Soldier with Nokia tactical communications system.

No comms, no bombs: Nokia and LMT partner for 5G in Latvia

If a force cannot communicate, it will be unable to engage targets. No comms, no bombs. Radio-based comms can be jammed or targeted, they might lack the bandwidth to carry the type of data that forces demand. Now, Nokia and LMT from Latvia have partnered to bring 5G tech and its considerable bandwidth to the country’s defence.

In a move set to significantly enhance the operational capabilities of national and allied forces along NATO’s eastern frontier, Nokia and Latvia’s largest mobile operator, Latvijas Mobilais Telefons (LMT), have announced a strategic partnership to embed cutting-edge 5G radio technology into tactical defence systems.

LMT, a key technological partner for the Latvian defence sector, will integrate Nokia’s 5G hardware to create a secure, resilient, and high-capacity tactical communications system. The system is explicitly designed for dedicated military use cases in the region, including the vital NATO base at Ādaži, where LMT operates Europe’s first 5G military testbed.

The core objective is to facilitate real-time data exchange among diverse battlefield entities, including unmanned vehicles, sensors, and ground troops. As Giuseppe Targia, Head of Space and Defence at Nokia, noted, the joint solution supports military modernisation by enabling “faster decision-making, seamless communication, and the integration of advanced technologies across tactical environments.”

The partnership is a natural extension of existing cooperation, which has already yielded innovations such as a portable 5G tactical network utilising Nokia’s Banshee platform, the November 7th press release explains. LMT President Juris Binde emphasised that the deal enhances the “security, resilience, and operational readiness” of allied forces, ensuring mission success in demanding environments. This demonstrates a growing trend where commercial telecoms expertise is directly harnessed to solve complex national security challenges.

The 5G Advantage

The migration from previous mobile generations to 5G is not simply an incremental improvement in speed; it represents a foundational shift in network capability that is particularly valuable for military operations. 5G, or fifth-generation mobile network technology, is the latest global standard for wireless communication. It succeeds 4G/LTE and is engineered to provide not only much faster speeds but also vastly reduced latency and the capacity to handle an exponentially higher density of connected devices. A 5G network uses antennae with a very large number of send and receive ports. 

This allows the network to simultaneously beam signals to multiple users, dramatically increasing overall capacity and efficiency. It also uses high frequency bands for its signals, allowing more data to be carried, but over a shorter range than previous standards. 5G infrastructure also enables users to create a “network slice,” building a miniature network dedicated to a specific role. Altogether, this kind of technology should enable armed forces to share more data more reliably, which is seen as key to modern concepts of multi-domain integration. 

Calibre comment: All change

There is a growing push to integrate 5G and commercial technologies into military comms networks. This is in part a result of the increasing demand for bandwidth, which will challenge existing comms infrastructures, many of which entered service in the 2000s. They are often unable to carry large quantities of data between sensors and shooters, so new methods and technologies are needed to meet emerging concepts of operation. 

By Sam Cranny-Evans, published on November 11th, 2025. Credit for the lead image is Nokia.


- _PROBLEM DESCRIPTION_: Transcribe the records below from the first line to the line that includes "pyautogui.click(x=<x>, y=<y>)", inclusive, and omit the pictures.

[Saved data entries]
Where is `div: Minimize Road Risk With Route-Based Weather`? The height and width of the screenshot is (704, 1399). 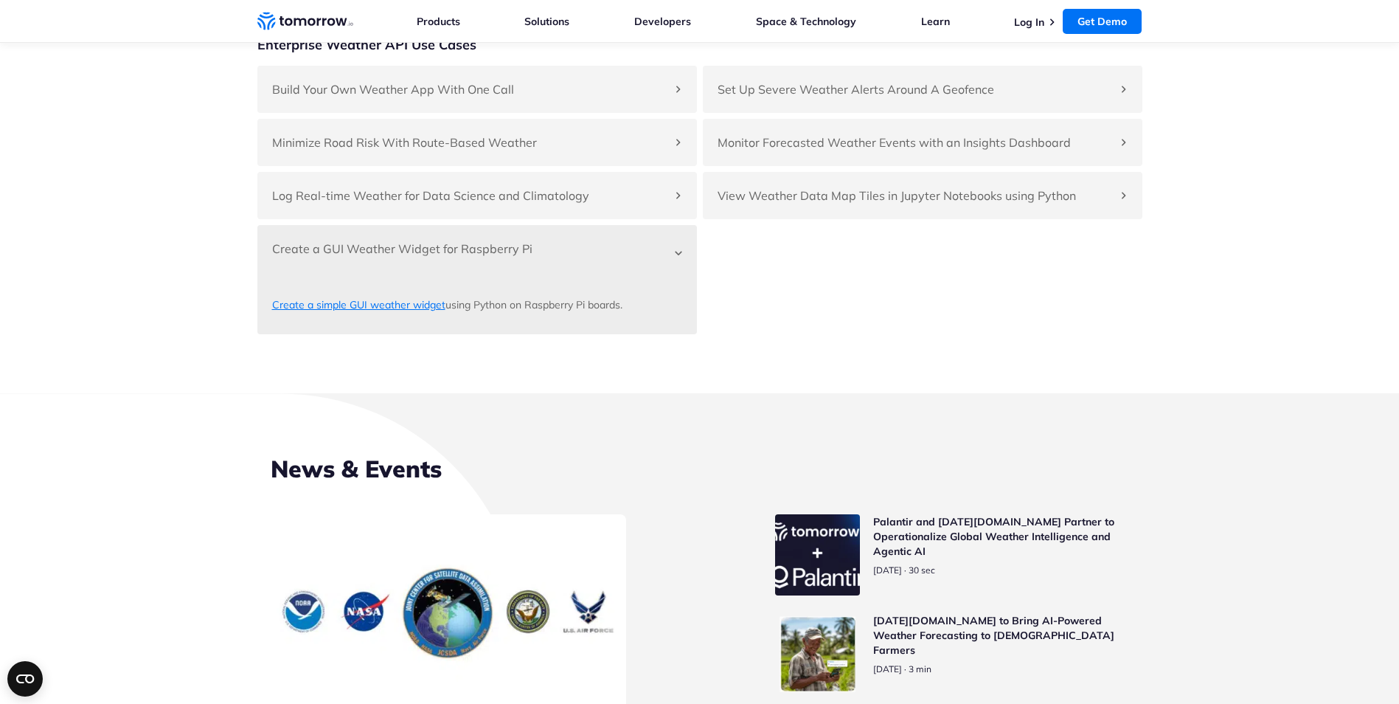
div: Minimize Road Risk With Route-Based Weather is located at coordinates (477, 142).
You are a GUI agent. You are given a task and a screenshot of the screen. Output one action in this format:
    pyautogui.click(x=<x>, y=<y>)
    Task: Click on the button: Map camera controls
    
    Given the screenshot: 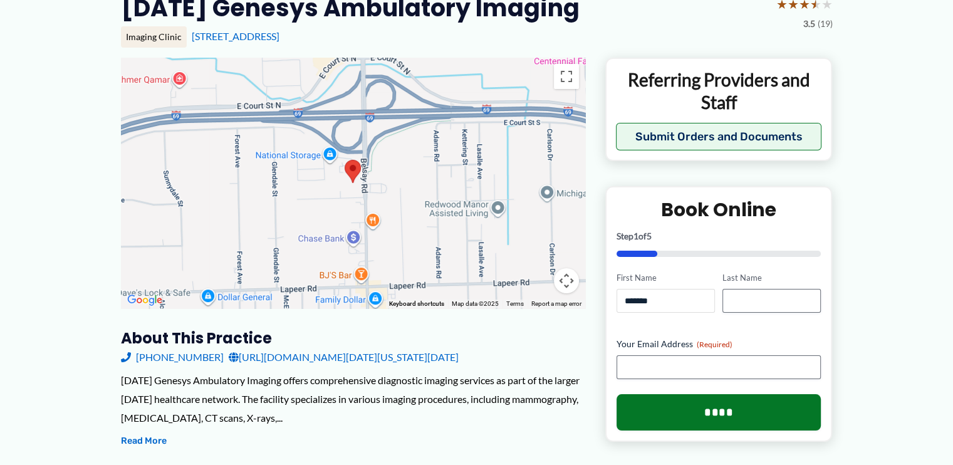 What is the action you would take?
    pyautogui.click(x=566, y=281)
    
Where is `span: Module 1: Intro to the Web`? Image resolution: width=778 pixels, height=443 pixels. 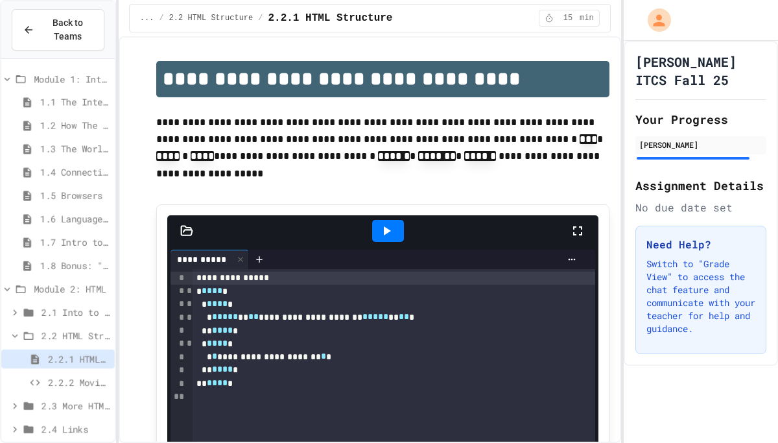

- _TASK SOLUTION_:
Where is `div: Minimize Road Risk With Route-Based Weather`? The height and width of the screenshot is (704, 1399). 
div: Minimize Road Risk With Route-Based Weather is located at coordinates (477, 142).
You are a GUI agent. You are given a task and a screenshot of the screen. Output one action in this format:
    pyautogui.click(x=<x>, y=<y>)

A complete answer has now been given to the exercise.